You are here

Contemporary Art and the Mathematical Instinct

Peter Spooner
Publisher: 
Tweed Museum of Art
Publication Date: 
2004
Number of Pages: 
88
Format: 
Paperback
Price: 
0.00
ISBN: 
1-889523-27-5
Category: 
General
[Reviewed by
Annalisa Crannell
, on
11/1/2004
]

Contemporary Art and the Mathematical Instinct is a beautiful collection of art, published as a catalog to accompany an exhibition of the same name. The exhibition is organized and circulated by the Tweed Museum in Minnesota; it is now at its third stop of its tour — the University of Richmond — until December 12. The catalog features the work of 44 artists, from Arakawa to Zwieg, with commentary; in addition, there are three historical and philosophical essays on mathematics: learning it, doing it, and looking at it. The first of these, by Steven Luecking, gives a brief but very nice overview of the history of mathematical visualization, from string models to sculpture to computer models.

Is this exhibit really mathematics? It is, and it isn't, as the curator Peter Spooner is careful to point out. The ideas that inspire these works are sometimes mathematically shallow (there is a good bit of numerology and gee-whiz fractals), and the descriptions that accompany the works might make some mathematicians itch: "The numerical ratio [22/7]... is of course that of Pi," and " ...the Klein bottle, which like the Moebius strip, is a 3-D form made of one continuous surface."

And yet, the recurring theme in these works feels very mathematical: take an idea (an algorithm, a pattern, a shape), and play with it. What happens in special cases? What happens more generally? Many of the paintings and sculptures in this collection are not only beautiful art, but also beautiful theorems. Among the 44 artists are mathematicians John Simms (a student of the dynamicist Ethan Coven) and Dennis White, along with computer scientists and engineers whose work has taken an artistic turn.

As one of the commentaries notes,

Works like Cartwright's [and that of many other artists in this collection] challenge the assumption that art derived from mathematical information must automatically be sterile, cold, and divorced from the personal.

If you struggle to explain to non-mathematicians why mathematicians use words like "beautiful" and "elegant" to describe our work, this catalog will delight you. We claim that mathematics has an aesthetic sensibility; this book is a perfect form of "proof by example."


Annalisa Crannell's primary research is in topological dynamical systems, but she is also active in developing curricular materials for courses on "Mathematics and Art" as well as materials for writing across the curriculum.

The table of contents is not available.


▶ **Work task**
Each record here should be printed again exactly; please leave its pictures out.

(Stored records)

== Segment start ==

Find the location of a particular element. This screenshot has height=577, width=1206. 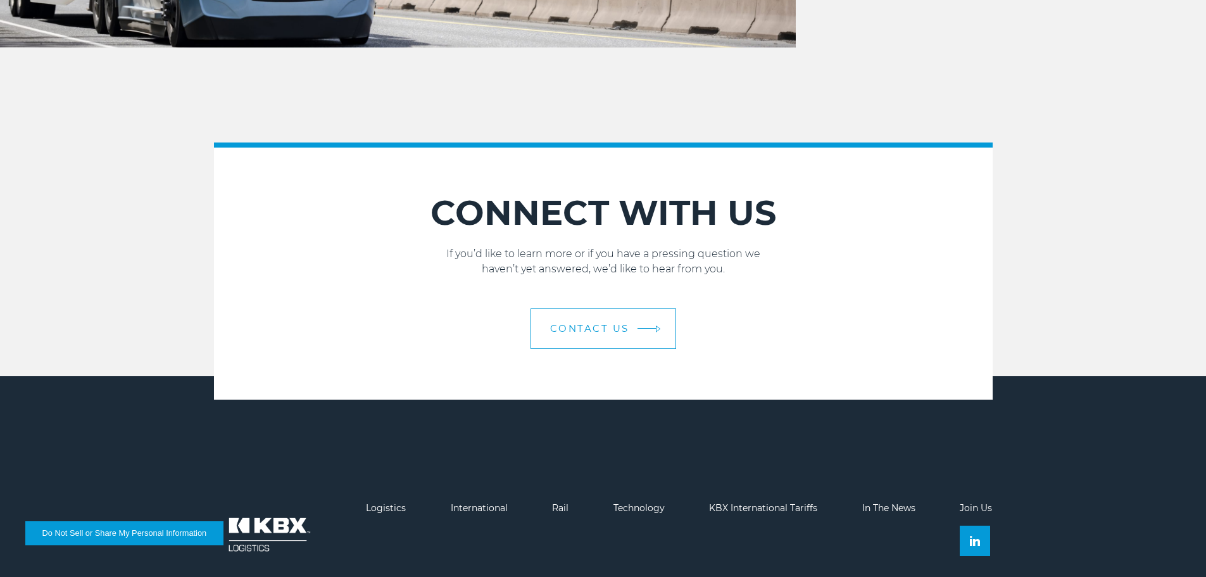

a: Rail is located at coordinates (560, 508).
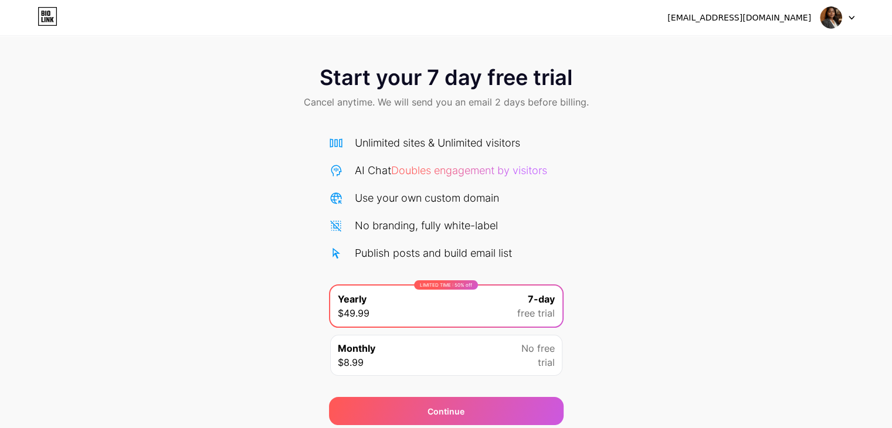 This screenshot has width=892, height=428. What do you see at coordinates (356, 348) in the screenshot?
I see `span: Monthly` at bounding box center [356, 348].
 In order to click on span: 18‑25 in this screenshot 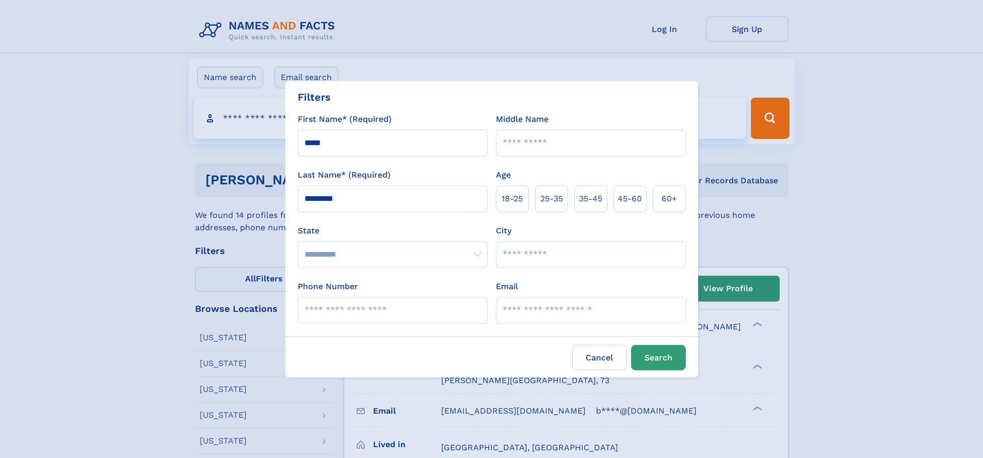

== Segment end ==

▶ **Response**
Find the location of a particular element. This screenshot has height=577, width=1206. 

a: Rail is located at coordinates (560, 508).
 This screenshot has width=892, height=428. What do you see at coordinates (356, 348) in the screenshot?
I see `span: Monthly` at bounding box center [356, 348].
 In order to click on span: 18‑25 in this screenshot 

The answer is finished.